Joseph Mallord William Turner (J.M.W. Turner) was an artistic bastion of the Romantic movement in British, and European, culture. His work not only redefined the use of landscape in painting, but is perhaps the most reputable visual condemnation of the ‘equal[ities] and opposite[s]’ which defined the rationalism of the neoclassical enlightenment and its scientific epitomisation: the Industrial Revolution. The Romantic movement of which Turner was a part valorised a blissful, emotional, ignorance, as it attempted to locate a truly human response. Romanticism sourced itself from the apotheosised aesthetics of nature; a Romantic is intellectually elevated above those who surround him, but his dilemma is that he is not a master of nature; he has not risen all the way. The Romantic has shrouded himself in a luscious cloak of intellectual endeavour beyond that exhibited by most others, but he is forever dejected, as he is not an angel: unlike the neoclassicist, the Romantic knows that he may try to climb forever, but his soul shall forever be constrained to a vain physical existence. Dismal as this incipiently sounds, it is, indeed, this very dejection that the Romantic so vivaciously seizes upon as the inspiration for their work. Within the hopeless pursuit of intellectual salvation, within a present so entirely marred by itself, and within the infinite reach of nature, the Romantic sees an opportunity for originality and creation. This Romantic sentiment is poignantly encapsulated in Percy Byssche Shelley’s ‘Art Thou Pale For Weariness’, in which he asks the moon if it is ‘pale for weariness’ of ‘wandering companionless’ around the cosmos, ‘finding no object worth its constancy’. The last line potently epitomises Shelley’s cry: how he wishes he was that object, so he could ascend, worth the attention of the cosmos.

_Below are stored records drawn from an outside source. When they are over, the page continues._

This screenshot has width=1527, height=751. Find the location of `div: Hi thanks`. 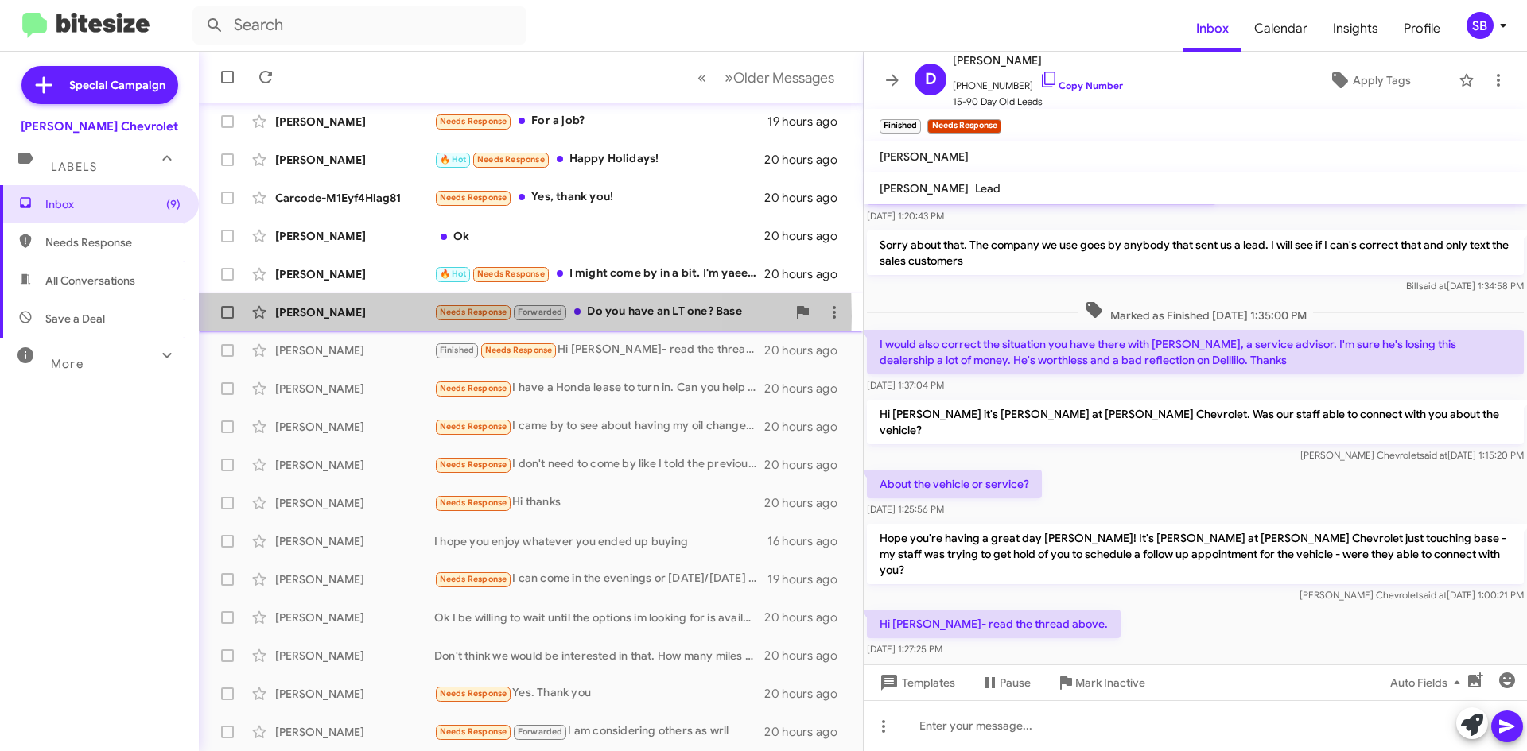

div: Hi thanks is located at coordinates (599, 503).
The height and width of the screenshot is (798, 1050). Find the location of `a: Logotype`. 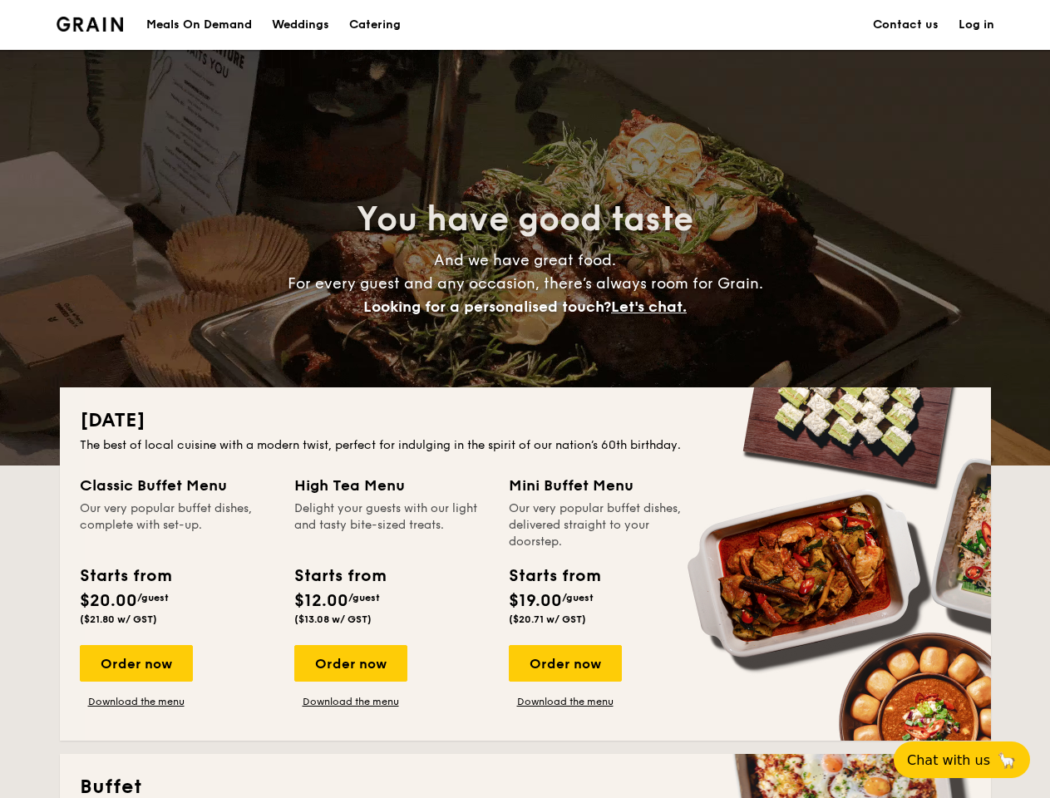

a: Logotype is located at coordinates (90, 24).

Born in 1775, fourteen years before the French Revolution, Turner would have been a witness to a transition into an indubitably tumultuous epoch: the French diplomat Talleyrand said that nobody born after 1789 would ever know how sweet and gentle life could be. Turner would have watched Europe trample itself close to a breaking point in a whirling tempest of grand warfare, concluding with an austere restriction of cultural and philosophical development as outlined in the Congress of Vienna and the resulting treaties. Meanwhile, the Industrial Revolution was mechanising production and in doing so radically changing the cultural and physical landscape of Britain: cities were increasingly becoming sprawls of factories and their workers, and the skyscape was permanently marred by dense smog churned out by these new factories. Seven years after Turner’s death this pernicious pollution progressed into smell, with the Great Stink of 1858 - much was present to ruin every moment of Turner’s London-based observations. As he looked out of the window of his London house, J.M.W. Turner would have seen a city shackled by unthinking, robotic manufacturing and an obsession with scientific rationality, but one which held a capacity for human greatness, in the intellectual, Romantic sense. To him, all could be perfect, if only it wasn’t now.

Perhaps Turner’s Magnum Opus, The Fighting Temeraire was first exhibited in 1839 at the Royal Academy, having been started in late 1838. It depicts a white, ethereal ship, HMS Temeraire, as it was tugged to be broken up for scrap by a steam tug, from which a thick plume of smoke obscures some of the ship’s mast. This scene is located on the left of the canvas, against a resplendent landscape; London sits in the distance, and the sun sets (Turner’s last words were ‘the sun is God’), partially veiled by fumes, and moonlight shines in from the left. The water in which the ship and the tug are depicted has taken on the colour of the moon, and it appears to be spreading into the empty section of sunlit water even in the still image. The Fighting Temeraire is oil on canvas.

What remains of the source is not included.